I think that the depth of candidate moves should lead the discussion of using engines to calculate brilliancy.
Example: you run SF with pv=3 and you get 3 candidate moves. Let's use alphabet letters rather than actual chess moves.
So you get at depth 1:
but at depth 2:
you get to depth 30:
clearly that means that move A was considered good for a while (and still is). B was considered good and discarded. D was briefly considered. C switched from a losing move to the best move.
I believe that, in a position that was created by a previous move that you are analysing, having top candidate moves becoming effective only at a deeper level makes for the previous move to be considered interesting.
Based on your definition of "only move", to which I do not particularly ascribe, this move would have to be considered losing at lower depth in order to be interesting.
However, if multiple top engine moves have this characteristic, the position might be objectively losing no matter what you do because a fundamental position flaw, or you might have a "super brilliant" move on your hands, where anything the opponent might try has a deep refutation - like those hard chess puzzles.
Yet I've briefly tested this approach and things are not that clear cut. For example a move might appear winning at low depth, then refuted by a deeper response, then winning again by an even deeper counter-response. In fact, once you think about it, this kind of move might feel even more "brilliant" as it plays with one's emotions.
I was thinking at one point to try to catalogue this as "shapes", where an underscore means low eval, a dash means medium eval and a superscore (just invented this for a top horizontal line) a high eval, and a fixed length of 3 to 5 characters. which would give you a maximum of 243 possible options, but is it representative? Especially for the last case...
So I don't have a clear solution, but I do feel that the evolution of the evaluation of candidate moves with the depth of the engine should play a role. I don't know which is it, because I don't want to use active engine eval in LT, but I feel it might be important.
Therefore, if you ever plan a data driven statistical model approach, take this metric into consideration, perhaps.
I think that the depth of candidate moves should lead the discussion of using engines to calculate brilliancy.
Example: you run SF with pv=3 and you get 3 candidate moves. Let's use alphabet letters rather than actual chess moves.
So you get at depth 1:
- A +2
- B +1.5
- C -2
but at depth 2:
- A +1
- D +0.8
- C 0
you get to depth 30:
- C +2
- A +1
- Z -1
clearly that means that move A was considered good for a while (and still is). B was considered good and discarded. D was briefly considered. C switched from a losing move to the best move.
I believe that, in a position that was created by a previous move that you are analysing, having top candidate moves becoming effective only at a deeper level makes for the previous move to be considered interesting.

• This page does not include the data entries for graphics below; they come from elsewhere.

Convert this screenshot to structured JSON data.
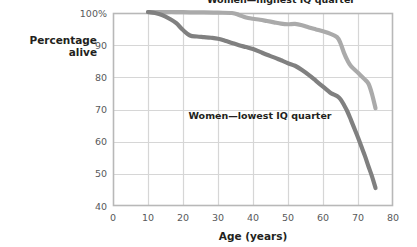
{
  "chart_data": {
    "type": "line",
    "title": "",
    "xlabel": "Age (years)",
    "ylabel": "Percentage alive",
    "ylabel_line1": "Percentage",
    "ylabel_line2": "alive",
    "xlim": [
      0,
      80
    ],
    "ylim": [
      40,
      100
    ],
    "xticks": [
      0,
      10,
      20,
      30,
      40,
      50,
      60,
      70,
      80
    ],
    "xticklabels": [
      "0",
      "10",
      "20",
      "30",
      "40",
      "50",
      "60",
      "70",
      "80"
    ],
    "yticks": [
      40,
      50,
      60,
      70,
      80,
      90,
      100
    ],
    "yticklabels": [
      "40",
      "50",
      "60",
      "70",
      "80",
      "90",
      "100%"
    ],
    "grid": true,
    "legend_position": "inline-annotation",
    "series": [
      {
        "name": "Women—highest IQ quarter",
        "color": "#aaaaaa",
        "label_x": 48,
        "label_y": 103.2,
        "x": [
          10,
          14,
          18,
          22,
          26,
          30,
          34,
          36,
          38,
          40,
          42,
          44,
          46,
          48,
          50,
          52,
          54,
          56,
          58,
          60,
          62,
          64,
          65,
          66,
          67,
          68,
          70,
          72,
          73,
          74,
          75
        ],
        "y": [
          100.3,
          100.3,
          100.3,
          100.2,
          100.2,
          100.1,
          100.0,
          99.4,
          98.6,
          98.2,
          97.9,
          97.5,
          97.1,
          96.7,
          96.5,
          96.6,
          96.2,
          95.5,
          94.9,
          94.3,
          93.6,
          92.5,
          90.6,
          87.6,
          85.2,
          83.5,
          81.4,
          79.3,
          78.0,
          74.8,
          70.4
        ]
      },
      {
        "name": "Women—lowest IQ quarter",
        "color": "#808080",
        "label_x": 42,
        "label_y": 67.0,
        "x": [
          10,
          12,
          14,
          16,
          18,
          20,
          22,
          24,
          26,
          28,
          30,
          32,
          34,
          36,
          38,
          40,
          42,
          44,
          46,
          48,
          50,
          52,
          54,
          56,
          58,
          60,
          62,
          63,
          64,
          65,
          66,
          67,
          68,
          69,
          70,
          71,
          72,
          73,
          74,
          75
        ],
        "y": [
          100.3,
          100.0,
          99.4,
          98.3,
          96.9,
          94.7,
          93.0,
          92.7,
          92.5,
          92.3,
          92.0,
          91.4,
          90.7,
          90.0,
          89.4,
          88.8,
          87.9,
          87.0,
          86.2,
          85.3,
          84.4,
          83.6,
          82.3,
          80.7,
          78.9,
          77.1,
          75.3,
          74.7,
          74.2,
          73.2,
          71.4,
          69.3,
          66.7,
          64.0,
          61.3,
          58.4,
          55.5,
          52.3,
          49.2,
          45.6
        ]
      }
    ]
  },
  "plot_geometry": {
    "left_px": 113,
    "right_px": 393,
    "top_px": 13,
    "bottom_px": 206
  },
  "colors": {
    "frame": "#b8b8b8",
    "gridline": "#d6d6d6",
    "background": "#ffffff",
    "text": "#231f20",
    "tick_text": "#58595b"
  }
}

Based on your definition of "only move", to which I do not particularly ascribe, this move would have to be considered losing at lower depth in order to be interesting.
However, if multiple top engine moves have this characteristic, the position might be objectively losing no matter what you do because a fundamental position flaw, or you might have a "super brilliant" move on your hands, where anything the opponent might try has a deep refutation - like those hard chess puzzles.
Yet I've briefly tested this approach and things are not that clear cut. For example a move might appear winning at low depth, then refuted by a deeper response, then winning again by an even deeper counter-response. In fact, once you think about it, this kind of move might feel even more "brilliant" as it plays with one's emotions.
I was thinking at one point to try to catalogue this as "shapes", where an underscore means low eval, a dash means medium eval and a superscore (just invented this for a top horizontal line) a high eval, and a fixed length of 3 to 5 characters. which would give you a maximum of 243 possible options, but is it representative? Especially for the last case...
So I don't have a clear solution, but I do feel that the evolution of the evaluation of candidate moves with the depth of the engine should play a role. I don't know which is it, because I don't want to use active engine eval in LT, but I feel it might be important.
Therefore, if you ever plan a data driven statistical model approach, take this metric into consideration, perhaps.